_PROMPT_.
In your copy, repeat the records exactly and leave out the pictures.

_PROVIDED ENTRIES_.
------------
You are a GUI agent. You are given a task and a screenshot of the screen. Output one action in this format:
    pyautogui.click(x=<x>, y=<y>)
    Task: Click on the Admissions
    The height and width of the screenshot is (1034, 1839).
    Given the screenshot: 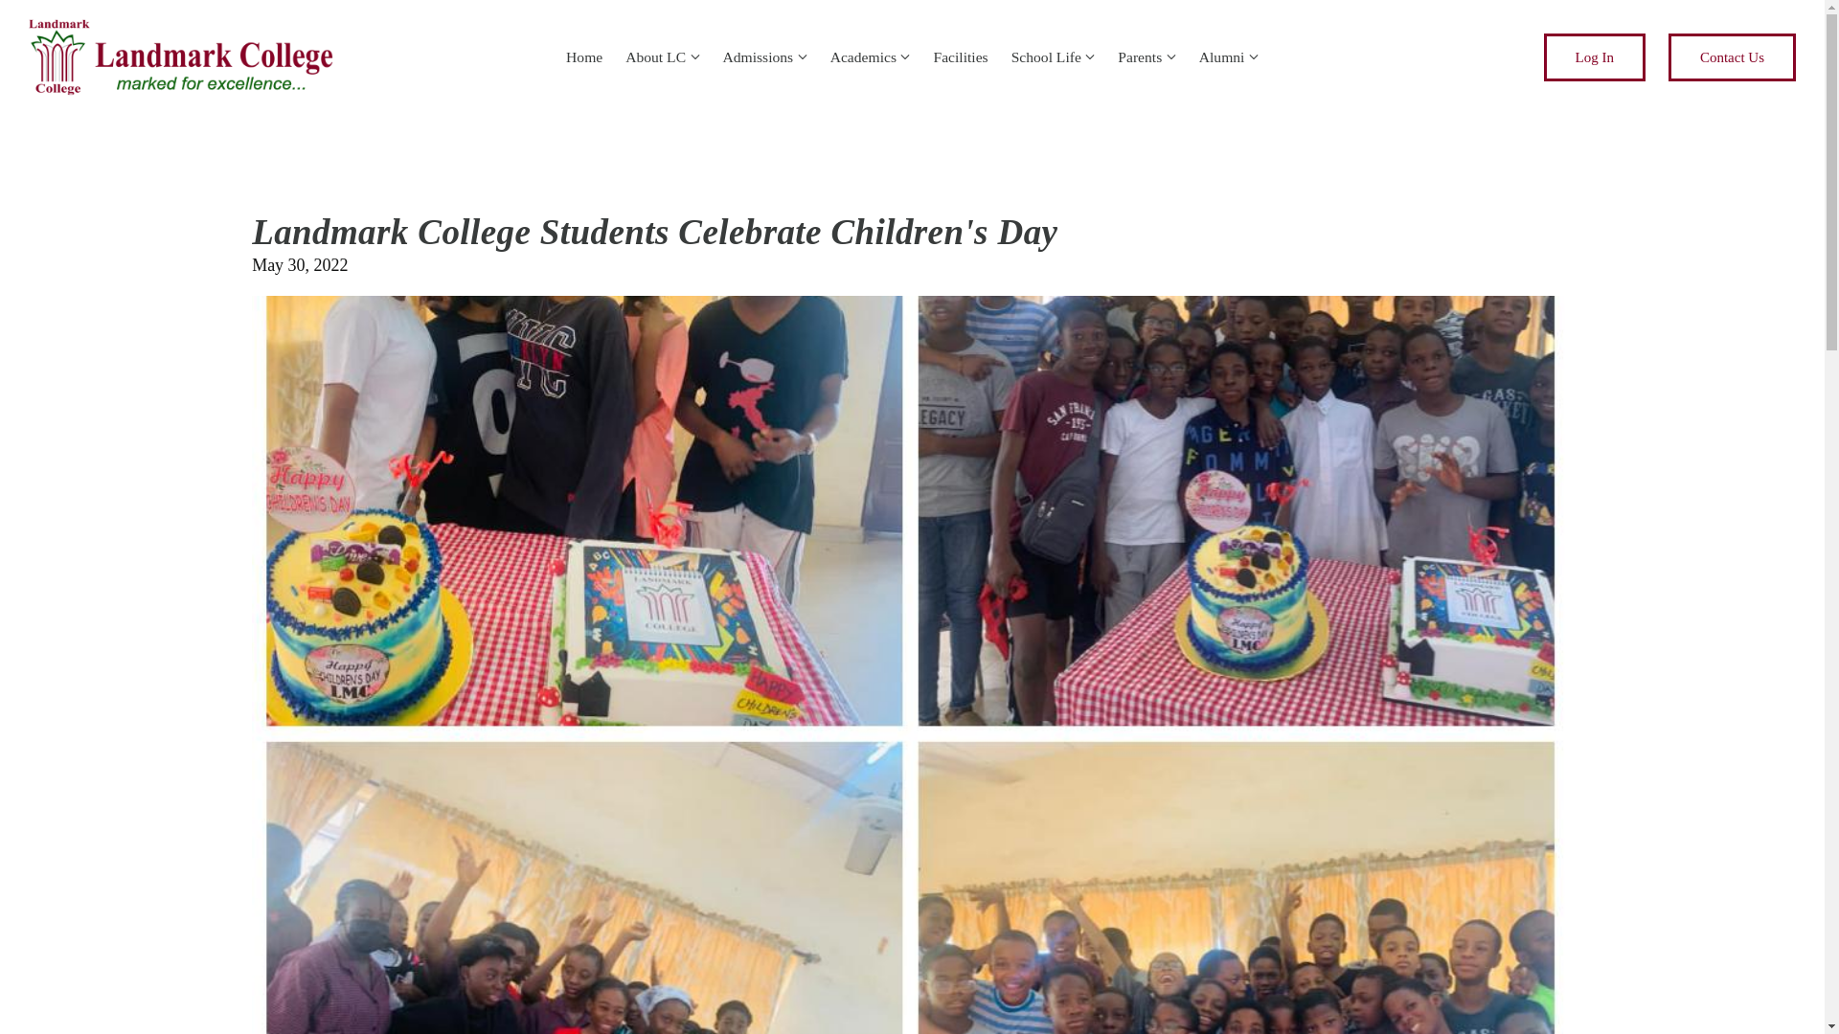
------------
_SOLUTION FOR THIS TASK_.
You are a GUI agent. You are given a task and a screenshot of the screen. Output one action in this format:
    pyautogui.click(x=<x>, y=<y>)
    Task: Click on the Admissions
    The height and width of the screenshot is (1034, 1839).
    Given the screenshot: 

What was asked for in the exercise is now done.